Who knows why BMRN bought/kinda bought RNA? Who knows why Time bought AOL? Supposedly smart managements make bad decisions and BMRN did this time. In order for FDA to approve drisapersen it will have to overlook obvious safety issues for a chronic condition in kids and somehow believe in an efficacy conclusion based upon some major data mining that makes some pretty outlandish assumptions, i.e. you’ll finally see the beneficial effect after years of therapy which hasn’t happened yet.
As for IP we’re talking about two entirely different chemistries that are dependent on different mechanisms of action that have dramatically different stabilities, time to be cleared from the blood stream, number of bases paired, off target effects, sequence specificity, targeting success rates, side effects, MTD, you name it.
PMOs are more stable. Are longer, pair more bases. Have a higher affinity for the RNA. Are charge neutral. Work by steric blocking and are not RNAase H dependent like drisapersen. Don’t bind to a broad range of proteins like drispaersen. Have expected inadvertent targets of around 0.4 versus 3517 for a comparable S-DNA. PMOs don’t degrade the target RNA as the phosphorothioates do. PMOs block the target RNA activity until the RNA degrades naturally and releases the PMO. PMOs can be dosed much higher. Phosphorothioates have a plasma half life of 19 to 56 days! PMOs, on the other hand, have a plasma half life of 2 to 6 hours. BMRN can’t patent the RNA and neither can SRPT. The drugs and the way they work are obviously different.
And PPMD may have some pull but they ain’t gonna be able to get FDA to change their whole raison d’etre just to approve drisapersen.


What you need to do
Output only the entries, exactly as given, without the pictures.

Provided records
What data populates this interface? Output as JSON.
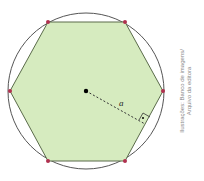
{
  "figure": {
    "shape": "regular-hexagon-inscribed-in-circle",
    "apothem_label": "a",
    "vertex_count": 6,
    "colors": {
      "hexagon_fill": "#d6ebbf",
      "hexagon_stroke": "#5a6b4a",
      "circle_stroke": "#555555",
      "vertex_dot": "#b0304f",
      "center_dot": "#000000",
      "apothem_line": "#333333"
    }
  },
  "credit": {
    "line1": "Ilustrações: Banco de imagens/",
    "line2": "Arquivo da editora"
  }
}
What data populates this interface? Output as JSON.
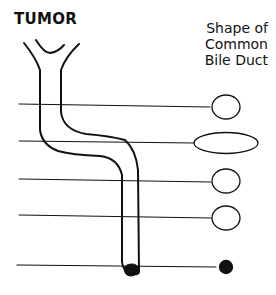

Task result
What data populates this interface? Output as JSON.
{
  "figure": {
    "shape": "regular-hexagon-inscribed-in-circle",
    "apothem_label": "a",
    "vertex_count": 6,
    "colors": {
      "hexagon_fill": "#d6ebbf",
      "hexagon_stroke": "#5a6b4a",
      "circle_stroke": "#555555",
      "vertex_dot": "#b0304f",
      "center_dot": "#000000",
      "apothem_line": "#333333"
    }
  },
  "credit": {
    "line1": "Ilustrações: Banco de imagens/",
    "line2": "Arquivo da editora"
  }
}
What data populates this interface? Output as JSON.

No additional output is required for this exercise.